Understanding equine behaviour is fundamental to providing good psychological welfare for horses. As prey animals with a complex social structure, horses have behavioural needs that are frequently compromised in domestic management. Evidence-based approaches to equine behaviour science improve welfare outcomes across riding, working, and companion contexts.
Evolutionary Foundations
Domestic horses (Equus caballus) descended from social, wide-ranging prey animals that spent 16+ hours daily grazing across open grassland in dynamic social groups. This evolutionary history shapes fundamental behavioural motivations that persist in domestic horses regardless of management system:
- Strong motivation for continuous movement and large home ranges
- Social bonding — horses form strong pair bonds with preferred companions
- Continuous grazing behaviour — the gut is designed for small, frequent forage intake
- Vigilance for predators — horses are easily startled and respond rapidly to novel stimuli
Social Behaviour
Wild horses live in stable harem bands with complex hierarchical relationships. Domestic horses maintain strong preferences for specific companions and show measurable physiological stress when separated from bonded partners. Management practices that chronically isolate horses cause significant psychological harm, including elevated cortisol, stereotypies (weaving, cribbing, box-walking), and abnormal ingestive behaviour.
Feeding Behaviour and Welfare
Horses have small stomachs adapted for frequent trickle feeding. Restricting forage access to two meals daily causes chronic gastric acid accumulation, gastric ulceration (EGUS), and frustration. Best practice provides ad libitum hay access or grazing for at least 16 hours daily. Slow feeders and hay nets with small holes extend foraging time in confined horses.
Stereotypies and Abnormal Behaviours
Stereotypies are repetitive behaviours with no obvious function that develop in response to inadequate environments:
- Weaving: Side-to-side head and neck swaying — frustration and lack of movement
- Cribbing (crib-biting): Gripping objects with teeth while arching neck — highly motivated, partly endorphin-mediated
- Box-walking: Repetitive circling of stable — inadequate space and social isolation
Once established, stereotypies are very difficult to eliminate. Prevention through appropriate housing, social contact, and forage access is far more effective than treatment.
Learning and Training Welfare
Horses learn primarily through operant and classical conditioning. Training methods that rely predominantly on negative reinforcement (pressure-release) are conventional but can cause fear, learned helplessness, and conflict behaviour when applied with poor timing or excessive pressure. Positive reinforcement training (reward-based) shows measurable improvements in affective state, human-horse relationship quality, and task performance. The LIMA (Least Intrusive, Minimally Aversive) framework is increasingly endorsed by equine welfare organisations.
Assessment of Psychological Welfare
Equine grimace scales, qualitative behaviour assessment (QBA), and heart rate variability measurement allow objective assessment of horse emotional state. Ear position, eye tension, and facial muscle tension are reliable indicators of stress. Regular use of validated assessment tools enables monitoring of welfare status over time.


The answer must consist of every line from the entries below that contains the word "step".

(Items from a figure collection)
= = = = = = =

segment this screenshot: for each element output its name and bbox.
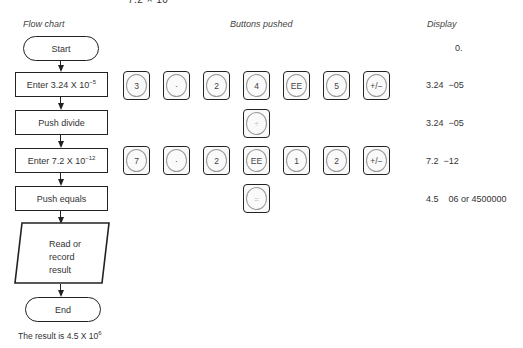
- key-decimal[interactable]: ·: [163, 71, 190, 100]
- key-5[interactable]: 5: [323, 71, 350, 100]
- flow-start-label: Start: [51, 44, 70, 54]
- display-after-divide: 3.24 −05: [426, 118, 464, 128]
- flow-step-push-divide-label: Push divide: [38, 118, 85, 128]
- flow-start-terminal: Start: [23, 36, 99, 61]
- flow-read-label: Read or record result: [49, 238, 81, 277]
- key-equals[interactable]: =: [243, 184, 270, 213]
- key-change-sign[interactable]: +/−: [363, 71, 390, 100]
- arrow-head-icon: [58, 65, 64, 72]
- flow-step-push-equals: Push equals: [15, 186, 108, 211]
- display-initial: 0.: [455, 43, 463, 53]
- flow-step-enter-second-label: Enter 7.2 X 10−12: [28, 155, 96, 166]
- arrow-head-icon: [58, 290, 64, 297]
- key-decimal[interactable]: ·: [163, 146, 190, 175]
- display-result: 4.5 06 or 4500000: [426, 194, 507, 204]
- key-change-sign[interactable]: +/−: [363, 146, 390, 175]
- header-buttons-pushed: Buttons pushed: [230, 19, 293, 29]
- key-1[interactable]: 1: [283, 146, 310, 175]
- flow-step-enter-second: Enter 7.2 X 10−12: [15, 148, 108, 173]
- key-7[interactable]: 7: [123, 146, 150, 175]
- top-cutoff-text: 7.2 × 10: [128, 0, 168, 5]
- flow-end-terminal: End: [25, 297, 101, 322]
- key-3[interactable]: 3: [123, 71, 150, 100]
- arrow-head-icon: [58, 141, 64, 148]
- flow-step-enter-first: Enter 3.24 X 10−5: [15, 72, 108, 97]
- arrow-head-icon: [58, 103, 64, 110]
- result-caption: The result is 4.5 X 106: [18, 330, 102, 341]
- key-ee[interactable]: EE: [283, 71, 310, 100]
- key-2[interactable]: 2: [203, 146, 230, 175]
- header-flow-chart: Flow chart: [23, 19, 65, 29]
- key-2[interactable]: 2: [323, 146, 350, 175]
- flow-step-push-divide: Push divide: [15, 110, 108, 135]
- key-ee[interactable]: EE: [243, 146, 270, 175]
- key-divide[interactable]: ÷: [243, 109, 270, 138]
- header-display: Display: [427, 19, 457, 29]
- flow-end-label: End: [55, 305, 71, 315]
- arrow-head-icon: [58, 179, 64, 186]
- key-2[interactable]: 2: [203, 71, 230, 100]
- display-after-first-entry: 3.24 −05: [426, 80, 464, 90]
- flow-step-push-equals-label: Push equals: [37, 194, 87, 204]
- flow-step-enter-first-label: Enter 3.24 X 10−5: [27, 79, 96, 90]
- key-4[interactable]: 4: [243, 71, 270, 100]
- display-after-second-entry: 7.2 −12: [426, 156, 459, 166]
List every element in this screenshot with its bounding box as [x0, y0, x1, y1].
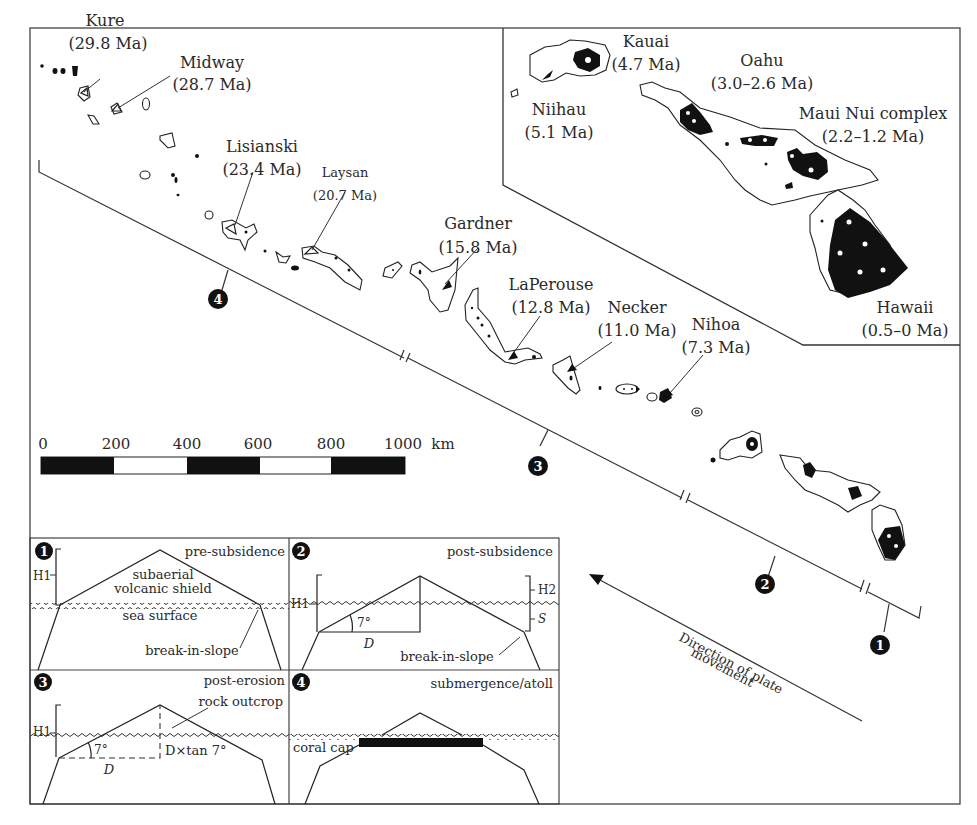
svg-text:D×tan 7°: D×tan 7° [165, 743, 227, 758]
svg-text:sea surface: sea surface [122, 608, 197, 623]
svg-text:coral cap: coral cap [293, 740, 354, 755]
svg-text:2: 2 [296, 544, 305, 559]
svg-text:post-erosion: post-erosion [204, 673, 286, 688]
svg-text:200: 200 [102, 435, 131, 453]
label-hawaii-age: (0.5–0 Ma) [861, 321, 948, 340]
label-nihoa: Nihoa [692, 315, 741, 334]
label-nihoa-age: (7.3 Ma) [682, 338, 751, 357]
label-gardner: Gardner [444, 214, 512, 233]
scale-bar: 0 200 400 600 800 1000 km [38, 435, 454, 474]
svg-text:km: km [431, 435, 454, 453]
svg-text:post-subsidence: post-subsidence [447, 544, 553, 559]
svg-text:1: 1 [39, 544, 48, 559]
panel-2-post-subsidence: 2 post-subsidence H1 H2 S 7° D break-in-… [289, 542, 559, 670]
label-lisianski-age: (23.4 Ma) [222, 160, 301, 179]
panel-3-post-erosion: 3 post-erosion H1 rock outcrop 7° D D×ta… [30, 673, 289, 804]
figure-canvas: Kure (29.8 Ma) Midway (28.7 Ma) Lisiansk… [0, 0, 977, 825]
label-laysan-age: (20.7 Ma) [313, 188, 377, 203]
svg-text:D: D [103, 762, 115, 777]
stage-marker-2: 2 [755, 574, 775, 594]
label-necker: Necker [607, 298, 667, 317]
label-gardner-age: (15.8 Ma) [438, 238, 517, 257]
label-niihau-age: (5.1 Ma) [525, 123, 594, 142]
pointer-lines [84, 76, 703, 393]
label-lisianski: Lisianski [226, 137, 298, 156]
label-kauai-age: (4.7 Ma) [612, 55, 681, 74]
svg-text:H2: H2 [538, 583, 556, 597]
label-maui-nui: Maui Nui complex [799, 104, 948, 123]
svg-text:3: 3 [38, 675, 47, 690]
northwestern-islands [40, 64, 702, 416]
svg-text:4: 4 [213, 292, 222, 307]
stage-marker-4: 4 [208, 289, 228, 309]
svg-text:600: 600 [244, 435, 273, 453]
svg-text:pre-subsidence: pre-subsidence [185, 544, 285, 559]
svg-text:7°: 7° [94, 743, 108, 757]
svg-text:subaerial: subaerial [132, 567, 193, 582]
label-midway: Midway [180, 53, 244, 72]
panel-1-pre-subsidence: 1 pre-subsidence H1 subaerial volcanic s… [30, 542, 289, 670]
svg-text:volcanic shield: volcanic shield [113, 581, 212, 596]
svg-text:7°: 7° [357, 616, 371, 630]
label-midway-age: (28.7 Ma) [172, 75, 251, 94]
svg-text:800: 800 [317, 435, 346, 453]
svg-text:break-in-slope: break-in-slope [400, 649, 494, 664]
svg-text:2: 2 [760, 577, 769, 592]
svg-text:S: S [538, 612, 546, 626]
svg-text:0: 0 [38, 435, 48, 453]
svg-text:D: D [363, 636, 375, 651]
label-kauai: Kauai [623, 32, 669, 51]
label-laperouse-age: (12.8 Ma) [511, 298, 590, 317]
svg-text:rock outcrop: rock outcrop [199, 694, 283, 709]
label-necker-age: (11.0 Ma) [597, 321, 676, 340]
label-hawaii: Hawaii [877, 298, 934, 317]
inset-islands [511, 40, 908, 298]
label-oahu-age: (3.0–2.6 Ma) [711, 74, 813, 93]
svg-text:submergence/atoll: submergence/atoll [431, 676, 553, 691]
label-laysan: Laysan [322, 165, 369, 180]
svg-text:4: 4 [296, 675, 305, 690]
svg-text:H1: H1 [291, 597, 309, 611]
label-oahu: Oahu [740, 51, 783, 70]
stage-marker-1: 1 [870, 635, 890, 655]
svg-text:break-in-slope: break-in-slope [145, 643, 239, 658]
label-kure: Kure [85, 11, 124, 30]
svg-text:400: 400 [173, 435, 202, 453]
svg-text:3: 3 [533, 459, 542, 474]
svg-text:1: 1 [875, 638, 884, 653]
plate-direction-arrow: Direction of plate movement [589, 574, 862, 721]
stage-marker-3: 3 [528, 456, 548, 476]
label-laperouse: LaPerouse [509, 275, 594, 294]
label-kure-age: (29.8 Ma) [68, 34, 147, 53]
label-niihau: Niihau [532, 100, 586, 119]
svg-text:H1: H1 [33, 725, 51, 739]
svg-text:1000: 1000 [384, 435, 422, 453]
panel-4-submergence-atoll: 4 submergence/atoll coral cap [289, 673, 559, 804]
svg-text:H1: H1 [33, 569, 51, 583]
lower-main-islands [711, 431, 906, 560]
label-maui-nui-age: (2.2–1.2 Ma) [822, 127, 924, 146]
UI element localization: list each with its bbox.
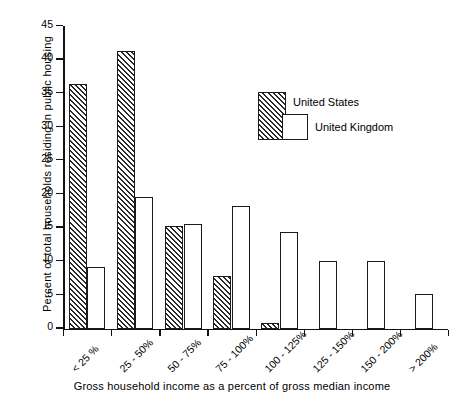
- y-axis-tick: I0: [56, 260, 63, 261]
- bar-united-kingdom: [319, 261, 337, 328]
- x-axis-title: Gross household income as a percent of g…: [0, 380, 464, 392]
- y-axis-tick: 20: [56, 193, 63, 194]
- x-axis-tick-label: 25 - 50%: [117, 336, 155, 374]
- bar-united-kingdom: [232, 206, 250, 328]
- y-axis-tick: I5: [56, 226, 63, 227]
- bar-united-kingdom: [367, 261, 385, 328]
- y-axis-tick: 40: [56, 58, 63, 59]
- y-axis-tick: 30: [56, 126, 63, 127]
- y-axis-tick-label: 40: [41, 51, 53, 63]
- x-axis-tick: [111, 330, 112, 336]
- bar-united-kingdom: [184, 224, 202, 329]
- bar-united-states: [213, 276, 231, 328]
- x-axis-tick: [159, 330, 160, 336]
- bar-united-states: [165, 226, 183, 328]
- chart-legend: United States United Kingdom: [258, 92, 438, 144]
- y-axis-tick: 35: [56, 92, 63, 93]
- y-axis-tick: 5: [56, 294, 63, 295]
- y-axis-tick: 45: [56, 25, 63, 26]
- legend-swatch-united-kingdom: [282, 114, 308, 140]
- y-axis-tick-label: I0: [44, 253, 53, 265]
- y-axis-tick: 0: [56, 327, 63, 328]
- y-axis-tick-label: 35: [41, 85, 53, 97]
- bar-united-kingdom: [415, 294, 433, 328]
- chart-figure: Percent of total households residing in …: [0, 0, 464, 403]
- legend-label-united-states: United States: [293, 96, 359, 108]
- x-axis-tick-label: 100 - 125%: [262, 328, 308, 374]
- bar-united-states: [117, 51, 135, 329]
- y-axis-tick-label: 30: [41, 119, 53, 131]
- y-axis-tick-label: 0: [47, 320, 53, 332]
- x-axis-tick: [448, 330, 449, 336]
- y-axis-tick-label: 5: [47, 287, 53, 299]
- y-axis-tick-label: I5: [44, 219, 53, 231]
- y-axis-tick: 25: [56, 159, 63, 160]
- x-axis-tick-label: 125 - 150%: [310, 328, 356, 374]
- bar-united-kingdom: [135, 197, 153, 328]
- y-axis-line: [63, 26, 65, 330]
- plot-area: 05I0I5202530354045 < 25 %25 - 50%50 - 75…: [63, 26, 448, 330]
- bar-united-kingdom: [87, 267, 105, 329]
- x-axis-tick-label: 75 - 100%: [213, 332, 255, 374]
- x-axis-tick: [207, 330, 208, 336]
- bar-united-states: [261, 323, 279, 328]
- y-axis-tick-label: 45: [41, 18, 53, 30]
- x-axis-tick-label: < 25 %: [69, 343, 101, 375]
- x-axis-tick-label: 50 - 75%: [165, 336, 203, 374]
- x-axis-tick-label: > 200%: [406, 341, 440, 375]
- y-axis-tick-label: 20: [41, 186, 53, 198]
- y-axis-tick-label: 25: [41, 152, 53, 164]
- x-axis-tick: [256, 330, 257, 336]
- legend-label-united-kingdom: United Kingdom: [315, 121, 393, 133]
- x-axis-tick-label: 150 - 200%: [358, 328, 404, 374]
- bar-united-kingdom: [280, 232, 298, 328]
- bar-united-states: [69, 84, 87, 329]
- x-axis-tick: [63, 330, 64, 336]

= = = = = = =

• _RESULT FOR THIS TASK_
- flow-step-push-divide-label: Push divide: [38, 118, 85, 128]
- flow-step-push-equals: Push equals: [15, 186, 108, 211]
- flow-step-enter-second-label: Enter 7.2 X 10−12: [28, 155, 96, 166]
- flow-step-enter-second: Enter 7.2 X 10−12: [15, 148, 108, 173]
- flow-step-enter-first: Enter 3.24 X 10−5: [15, 72, 108, 97]
- flow-step-push-divide: Push divide: [15, 110, 108, 135]
- flow-step-push-equals-label: Push equals: [37, 194, 87, 204]
- flow-step-enter-first-label: Enter 3.24 X 10−5: [27, 79, 96, 90]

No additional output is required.